The Busch 2090 learning computer of 1981 may be a niche thing in a niche thing but over the years it every now and then sparks the interest afresh in some of those who wanted to have or actually owned this 4-bit computer back then as a teenager. 12 years ago must have been such a time for Ingo Rullusen when he decided to program a Busch 2090 emulator for the PC. Fortunately, he put the code under the GPL and put it online. Unfortunately, 12 years is enough to make it difficult to get it working again on current operating systems.
12 years is a long time in computing. Back then, Ingo programmed his emulator in C++ with a graphical front-end using the qt3 framework. 12 years later, qt is at version 5 and, you’ve probably guessed, code compilation violently ends with a couple of errors. It seems the last time qt3 was supported on Ubuntu Linux was back in 2012. Even though Ubuntu 12.04 is no longer supported by Canonical one can still download an ISO installation image and install it in a virtual machine. And that’s what I did. Even more fortunate, Canonical still has the repositories for 12.04 online so I was able to install the necessary qt and c++ runtime and development libraries. After a bit of tinkering with shell variables I was finally able to get the code compiled and running. The screenshot on the left shows the emulator on the left next to my Busch 2090 Assembler I programmed recently on the right. Programs can be read into the simulator by starting PGM-1 (load program from cassette) which opens a file manager dialog box to select a file that contains the hexadecimal pseudo-machine code.
The original emulator wants the input file to be in a very precise one 3 digit instruction without any empty lines or other gimmicks. That was a bit inconvenient for me as my assembler outputs the pseudo-machine code with empty lines by selecting the machine code column in the spread sheet and copying/pasting it into a text file. But fortunately it was not too difficult to find the part of the code responsible for reading input files so I could easily enhance the emulator for reading my output, too. In other words, the emulator is a perfect tool in combination with my assembler to explore the 2090. Another great thing for debugging is that Ingo’s emulator can output each instruction executed in an extra shell window together with the memory address and the register content before and after the execution of an instruction. That makes things a lot easier when things go south.
Obviously, carrying the torch forward is important so I’m making his code, my additions and a link to my portable VM image (1.9 GB…) available on Codeberg.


## REQUIRED WORK:
Set down each line of the data below exactly as it stands, dropping the pictures.

(Images for object localization)
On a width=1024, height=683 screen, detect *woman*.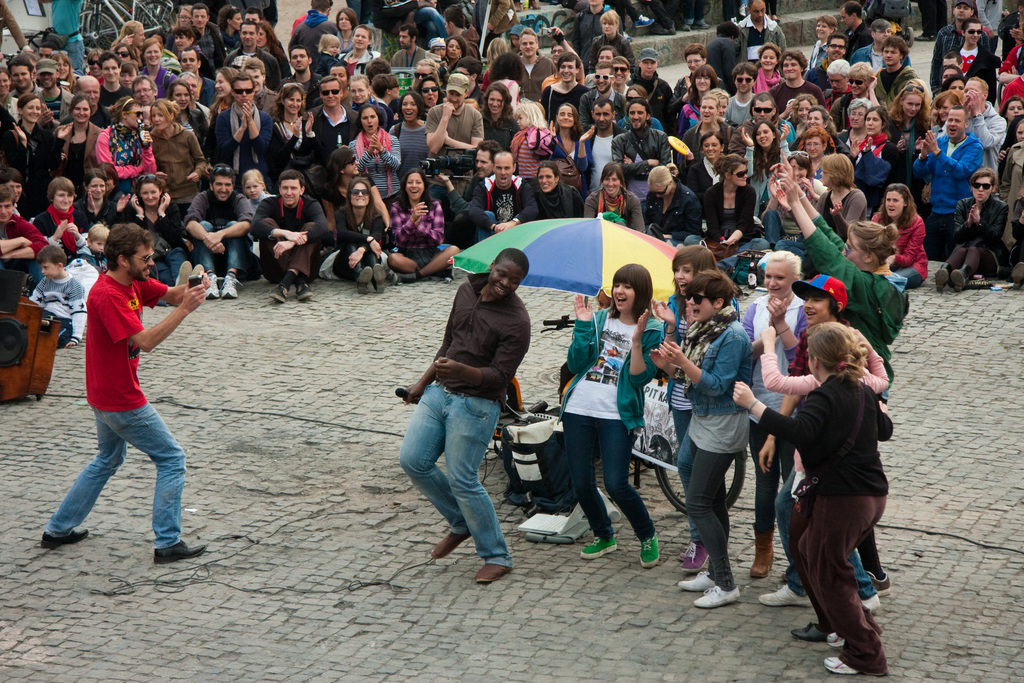
pyautogui.locateOnScreen(774, 152, 860, 272).
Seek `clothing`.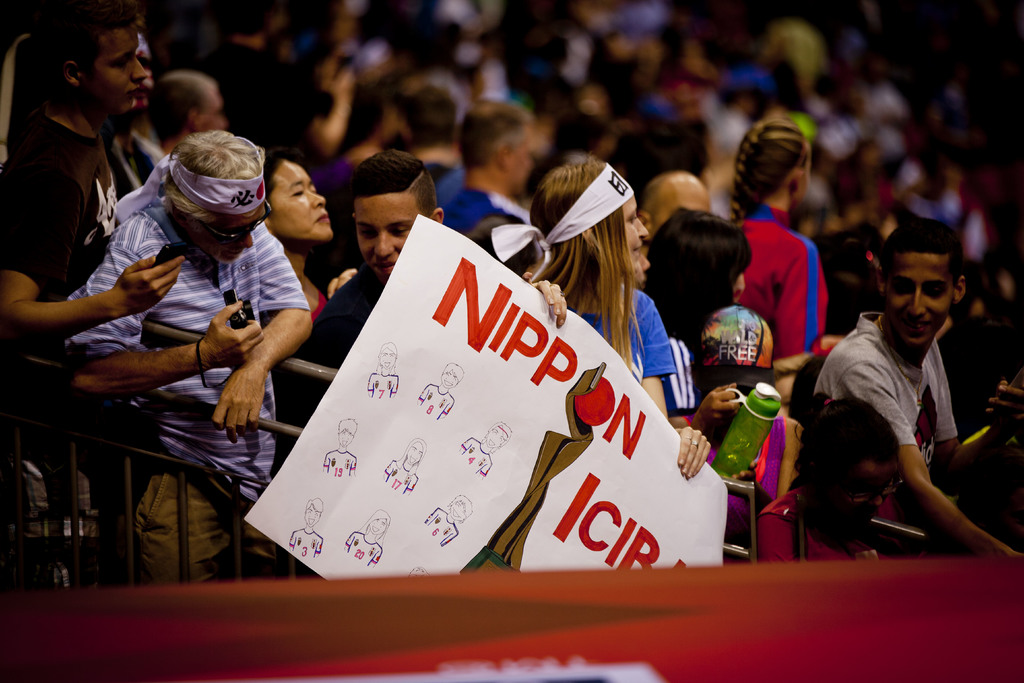
Rect(810, 304, 961, 462).
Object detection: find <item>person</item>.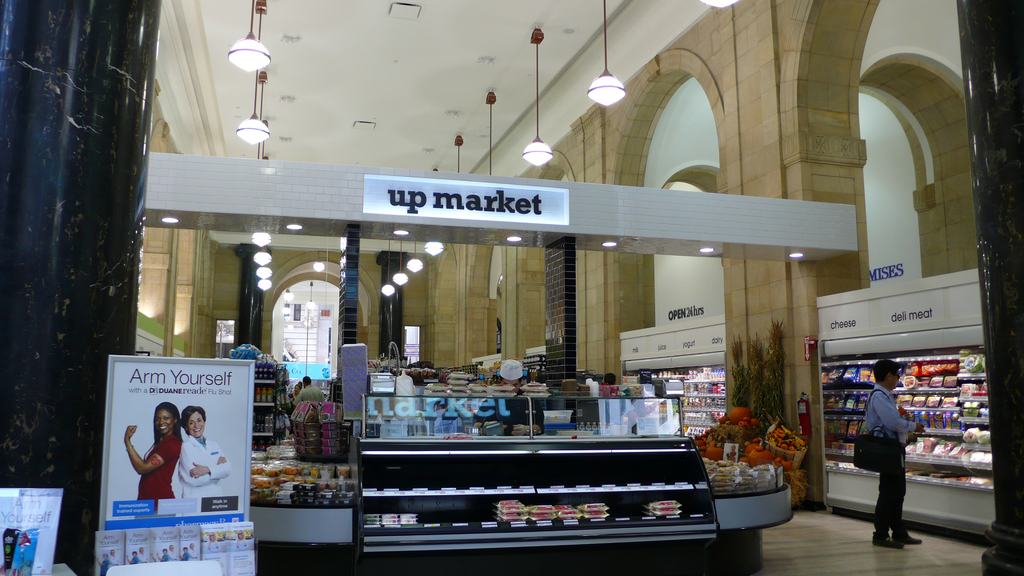
bbox=[107, 550, 122, 570].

## EXERCISE RESPONSE:
On a width=1024, height=683 screen, detect *woman*.
pyautogui.locateOnScreen(774, 152, 860, 272).
Seek `clothing`.
Rect(810, 304, 961, 462).
Object detection: find <item>person</item>.
bbox=[107, 550, 122, 570].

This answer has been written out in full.